Footage shot by The Associated Press shows the convoy was escorted by military vehicles bearing the pro-Kremlin “Z” sign, as Soviet flags fluttered from poles along the road. About two dozen Ukrainian fighters were seen in one of the buses.

Ukraine’s human rights ombudsman said the Russian military was holding more than 3,000 civilians from Mariupol at another former penal colony near Olenivka. Ombudsman Lyudmyla Denisova said most civilians are held for a month, but those considered “particular­ly unreliable,” including former soldiers and police, are held for

two months. The detainees include about 30 volunteers who delivered humanitari­an supplies to Mariupol while it was under siege, she said.

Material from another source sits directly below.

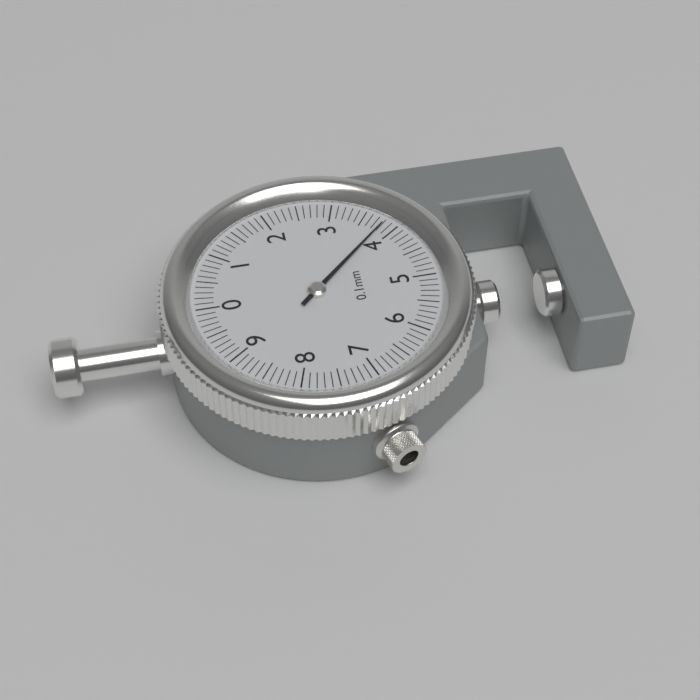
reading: 3.8 mm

Russia’s main federal investigat­ive body said it intends to interrogat­e the troops to “identify the nationalis­ts” and determine whether they were involved in crimes against civilians. Also, Russia’s top prosecutor asked the country’s Supreme Court to designate Ukraine’s Azov Regiment, whose members have been holding out at Azovstal, a terrorist organizati­on. The regiment has links to the far right.

Russian state news agencies said the Russian parliament would take up a resolution Wednesday to prevent the exchange of Azov Regiment fighters.

A negotiated withdrawal could save lives on the Russian side, too, sparing its troops from what almost certainly would be a bloody battle to finish off the defenders inside the plant, which sprawls over 11 square kilometers (4 square miles).

 ?? ALEXEI ALEXANDROV/AP ?? UKRAINIAN SERVICEMEN SIT IN A BUS after they were evacuated from the besieged Mariupol’s Azovstal steel plant, near a remand prison in Olyonivka, in territory under the government of the Donetsk People’s Republic, eastern Ukraine on Tuesday.
ALEXEI ALEXANDROV/AP UKRAINIAN SERVICEMEN SIT IN A BUS after they were evacuated from the besieged Mariupol’s Azovstal steel plant, near a remand prison in Olyonivka, in territory under the government of the Donetsk People’s Republic, eastern Ukraine on Tuesday.